In Stage 3 of the wizard (or on a published statement's detail page), the enforcement mode field is your governance lever. It's a four-rung ladder you can ratchet over time.
- Informational. Agents read the statement, may reference it; no behavior change. Use for new statements when you want to see who notices before you require anything.
- Human review required. Agents pause before consequential actions and request human approval. Use for statements that gate production deploys, data exports, customer-facing actions.
- Machine-readable. Agents parse the statement and self-restrict based on the agent-guidance fields. Most published statements live here — the standard enforcement.
- Machine-enforceable. A runtime hook, middleware, or tool allowlist physically prevents prohibited actions. The strongest claim. Pair with high-tier attestations.
A reasonable cadence: publish at informational for two weeks, watch attestations land, ratchet to machine_readable once you see agents adopting it. You can change the mode at any time from the statement's detail page — agents pick up the new mode on their next session.
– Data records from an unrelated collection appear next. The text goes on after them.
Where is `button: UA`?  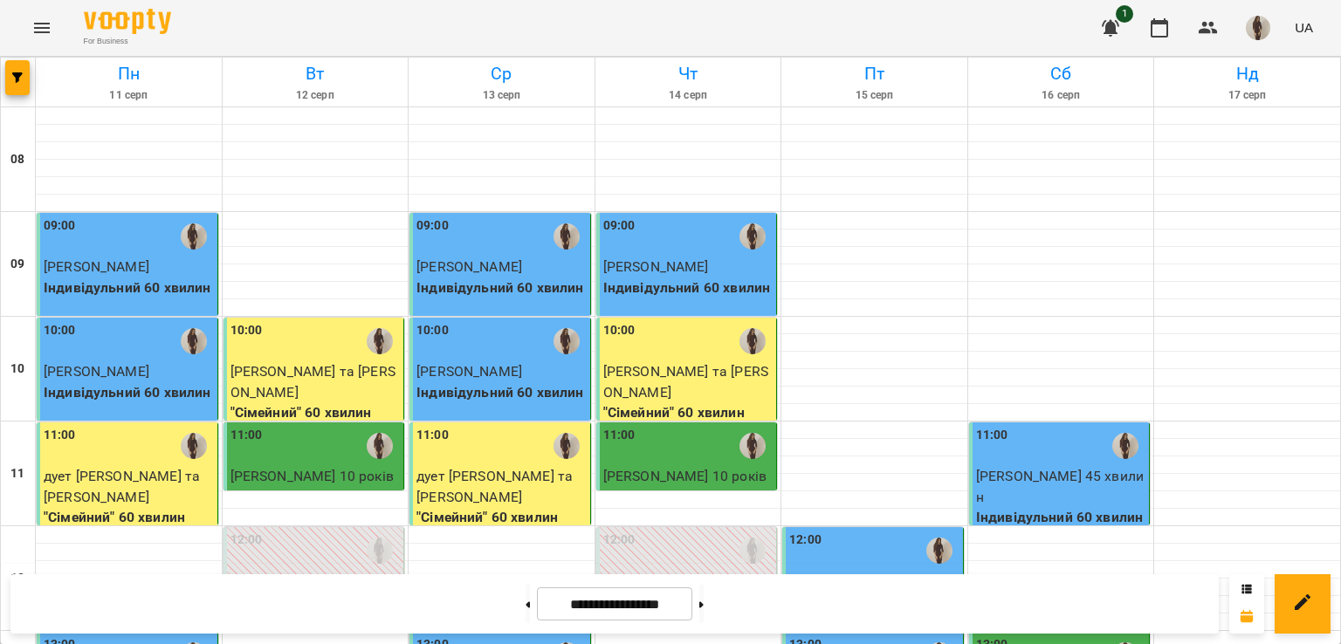
button: UA is located at coordinates (1304, 27).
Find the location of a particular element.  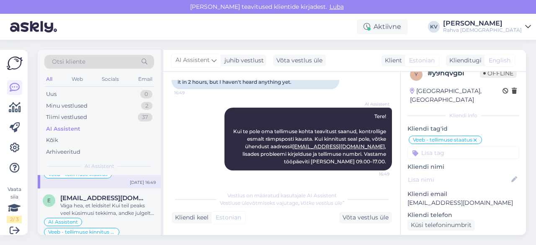

div: Klienditugi is located at coordinates (464, 60).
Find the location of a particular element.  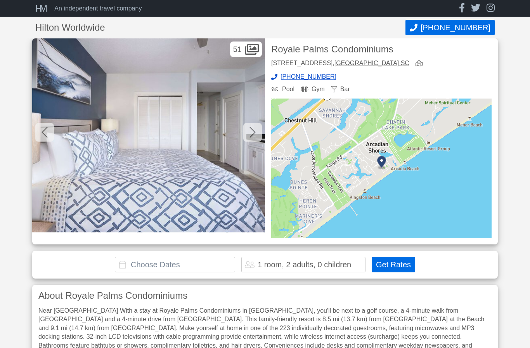

button: Call is located at coordinates (450, 28).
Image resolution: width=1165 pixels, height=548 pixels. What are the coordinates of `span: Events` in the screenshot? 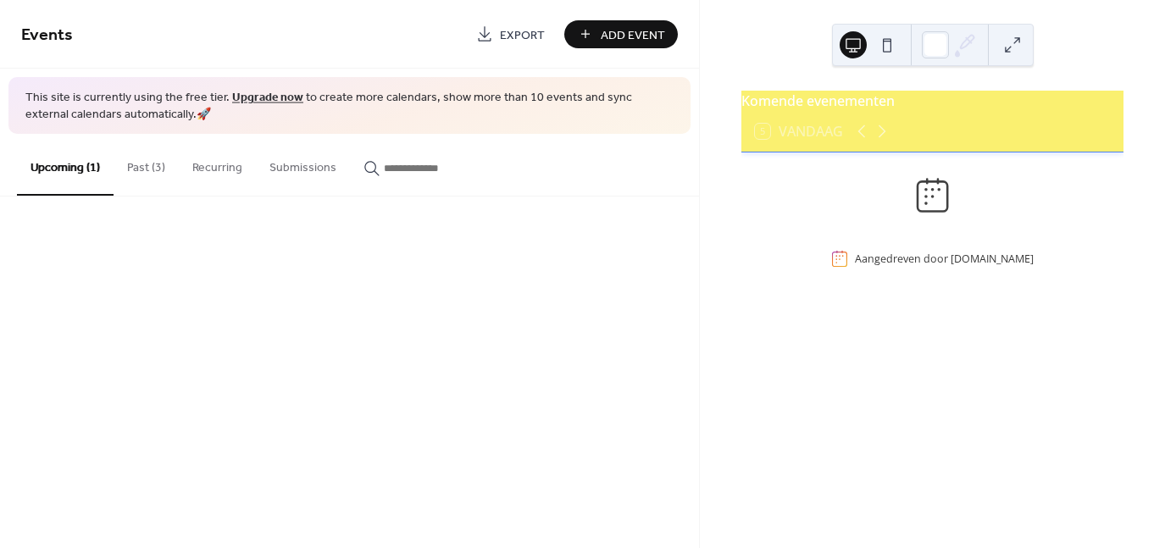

Soft-launch is a feature, not a workaround. The mode is a property of the statement, not the publication — you don't have to re-publish to harden it.
3 min
Scope it to the right actors.
In Stage 3, two fields define who's bound by your statement:
Applies to— Human, Agent, or Both. The same prose may have different consequences for a human reviewer (advisory) versus an agent reviewer (machine-enforceable). Pick the one that matches your intent — agents reading the live policy will only see statements that apply to them.Actor scope(optional) — type a refinement like code-reviewer, service-account, or agent-workflow. The statement only binds agents identifying themselves in that role. Leave blank to bind any agent.
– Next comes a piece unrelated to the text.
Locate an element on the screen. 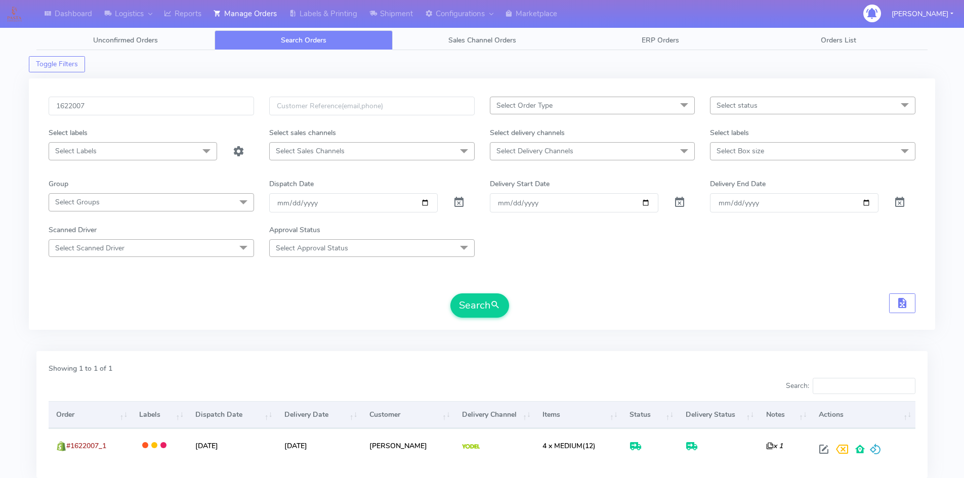 The width and height of the screenshot is (964, 478). span: Sales Channel Orders is located at coordinates (482, 40).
A worked example. The statement "Cannot push to main without two approvals" might be applies_to: both, actor_scope: <empty>, modality must — applies to humans and agents alike. The statement "Must run security-scan before merging" might be applies_to: agent, actor_scope: code-reviewer, enforcement machine_enforceable — only the dev's code-reviewer agent sees this one, and it's blocked from merging without the scan.
Same prose, different consequences. The scope fields let one statement carry the right weight for the right principal.
5 min
Watch agents adopt your statement.
Open the statement's detail page (from the Library list, click the title). At the top is the canonical text, the modality, the enforcement mode, the scope. Below is the Adoptions tab.
The Adoptions tab shows every agent that's attested to this statement, the tier they claimed (T1 Read → T6 Enforced), the evidence they submitted, and when their commitment expires. Filter by tier to see who's at each maturity level. Filter by date range to see adoption-over-time.
Agents that should attest but haven't show up in the Gaps tab — visit Attestations → Gaps for a tenant-wide view that pivots on the same data.
Your policy lands. You can name the agents that adopted it, the tier they reached, and the agents that haven't — the unattested gap is the conversation to have next.
What you just unlocked
Three things are now true that were impossible with PDFs.
- Discoverability. Every statement is queryable by domain, modality, applicability, and enforcement mode. Auditors look themselves up.
- Attestability. Every agent commitment leaves a signed credential anyone can verify — including auditors, customers, and regulators that don't trust your platform.
- Enforceability as a ratchet. Soft-launch at
informational, watch the data, harden when you're ready. No revisions, no re-publishing — same statement, new mode.
What's coming
- Statement templates — one-click starting points for common policy categories (privacy, security, AI use, code review).
- Adoption alerts — get notified when adoption stalls, when divergence appears, when a previously-attested agent stops attesting.
- Diff-aware re-attestation — when you edit a published statement, agents that previously attested are notified to re-attest (or refuse) at the new version.
Want to see this in code? Switch to the API path for the same five steps with curl and MCP.
Next door
You authored the policy. Now make sure the operator side has the tools to watch agents adopt it.